15.1. Install External DNS#

Updating DNS is easy but it’s boring. Wouldn’t it be nice if when you create a new LoadBalancer service or Ingress with a name annotation a DNS record was created automatically? That’s the job of the External DNS project. External DNS is an official Kubernetes project.

Before You Begin

There are prerequisites that must be complete for you to do this lab:

  1. You must have your own custom domain hosted using CloudDNS

  2. You must not have a conflicting address record for your application (delete it before you begin)

Introduction#

External DNS runs as Pods in your cluster. One pod looks for new Ingress and LoadBalancers and sees if they have been annotated with a domain name. If so it reaches out of the cluster to update your DNS server. External DNS requires that you have a supported DNS server and the permission to modify records. In this lab we’ll:

  1. Create a GCP service account with the permission to update DNS records.

  2. Install External DNS

  3. Check for new records

Create a Service Account#

Create a GCP service account (GSA) for ExternalDNS and save its email address.

$ project=$(gcloud config get-value core/project)
$ sa_name="Kubernetes external-dns"
$ gcloud iam service-accounts create sa-edns --display-name="$sa_name"
$ sa_email=$(gcloud iam service-accounts list --format='value(email)' \
    --filter="displayName:$sa_name")

Bind the ExternalDNS GSA to the DNS admin role.

$ gcloud projects add-iam-policy-binding $project \
    --member="serviceAccount:$sa_email" --role=roles/dns.admin

Link the ExternalDNS GSA to the Kubernetes service account (KSA) that external-dns will run under, i.e., the external-dns KSA in the external-dns namespaces.

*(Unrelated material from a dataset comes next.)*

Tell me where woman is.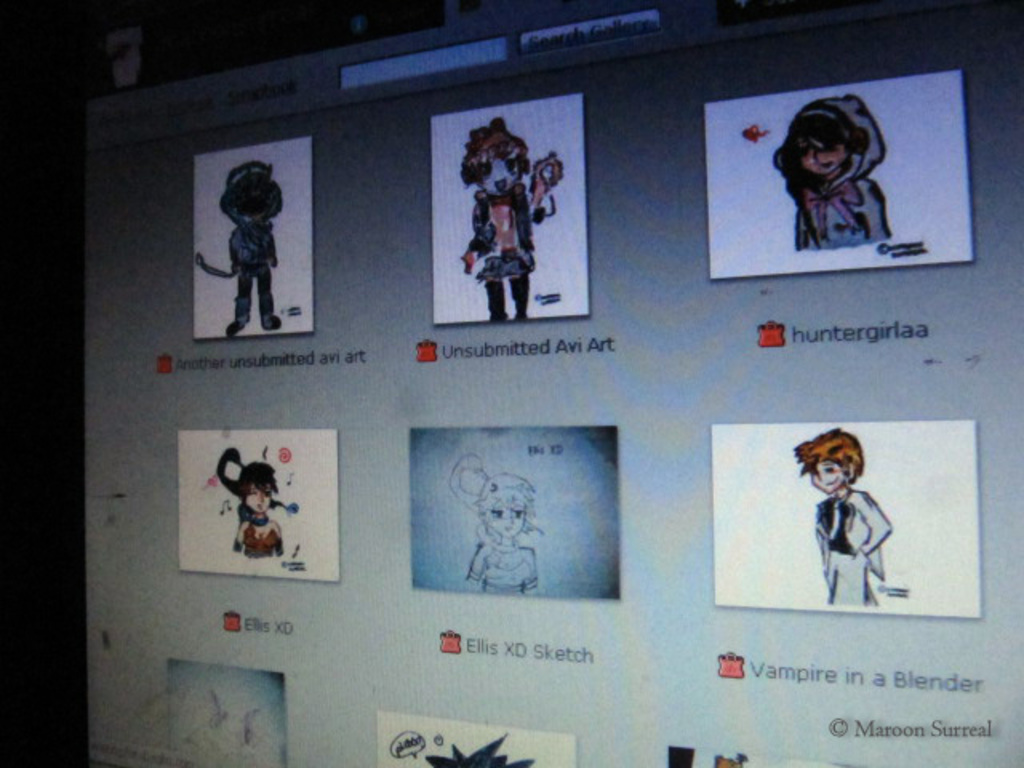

$ gcloud iam service-accounts add-iam-policy-binding "$sa_email" \
    --member="serviceAccount:${project}.svc.id.goog[default/external-dns]" \
    --role=roles/iam.workloadIdentityUser

Deploy External DNS#

Just like any Helm chart External DNS needs configuration.

Warning

Update the file to contain your project and DNS name

Put the following into a file called values-edns.yaml:

provider: "google"

policy: "sync"

serviceAccount:
  create: true
  name: external-dns
  annotations:
    iam.gke.io/gcp-service-account: sa-edns@MY-PROJECT-ID-HERE.iam.gserviceaccount.com

sources:
  - service
  - ingress

domainFilters:
  - MYDOMAIN.HERE.

txtOwnerId: "kubernetes-app"

resources:
  requests:
    memory: "512Mi"
    cpu: "250m"
    ephemeral-storage: "10Mi"
  limits:
    memory: "512Mi"
    cpu: "250m"
    ephemeral-storage: "10Mi"

Deploy external DNS:

$ helm repo add external-dns https://kubernetes-sigs.github.io/external-dns/
$ helm repo update
$ helm install external-dns external-dns/external-dns --values values-edns.yaml

Now watch the pod get created:

$ kubectl get all 
NAME                               READY   STATUS    RESTARTS   AGE
pod/external-dns-bbfcd6d55-cx5lc   1/1     Running   0          8m46s
pod/mysite                         1/1     Running   0          52m

NAME                   TYPE           CLUSTER-IP    EXTERNAL-IP       PORT(S)        AGE
service/external-dns   ClusterIP      10.46.1.197   <none>            7979/TCP       8m46s
service/kubernetes     ClusterIP      10.46.0.1     <none>            443/TCP        40d
service/mysite         LoadBalancer   10.46.0.162   104.154.173.213   80:31633/TCP   3m21s

NAME                           READY   UP-TO-DATE   AVAILABLE   AGE
deployment.apps/external-dns   1/1     1            1           8m47s

NAME                                     DESIRED   CURRENT   READY   AGE
replicaset.apps/external-dns-bbfcd6d55   1         1         1       8m47s

Once running check the Pod logs. This will help you debug any problems:

$ kubectl logs -f pod/external-dns-bbfcd6d55-cx5lc

Annotate a Service#

Do this if you have not setup an Ingress controller. Set your service:

apiVersion: v1
kind: Service
metadata:
  name: mysite
  annotations:
    external-dns.alpha.kubernetes.io/hostname: myhost.mydomain.com.
spec:
  type: LoadBalancer
...

With the service annotation applied the host myhost.mydomain.com will be automatically registered in your Cloud DNS zone.

Annotate an Ingress#

If you followed the Ingress lab you should already have an annotation specifying your hostname:

...
spec:
  rules:
  - host: "www.mydomain.com"
    http:
...

This is sufficient to update the records.

Teardown#

If it works you should leave External DNS running so that it constantly updates your records. However, if you want to save money you can disable it until you make changes.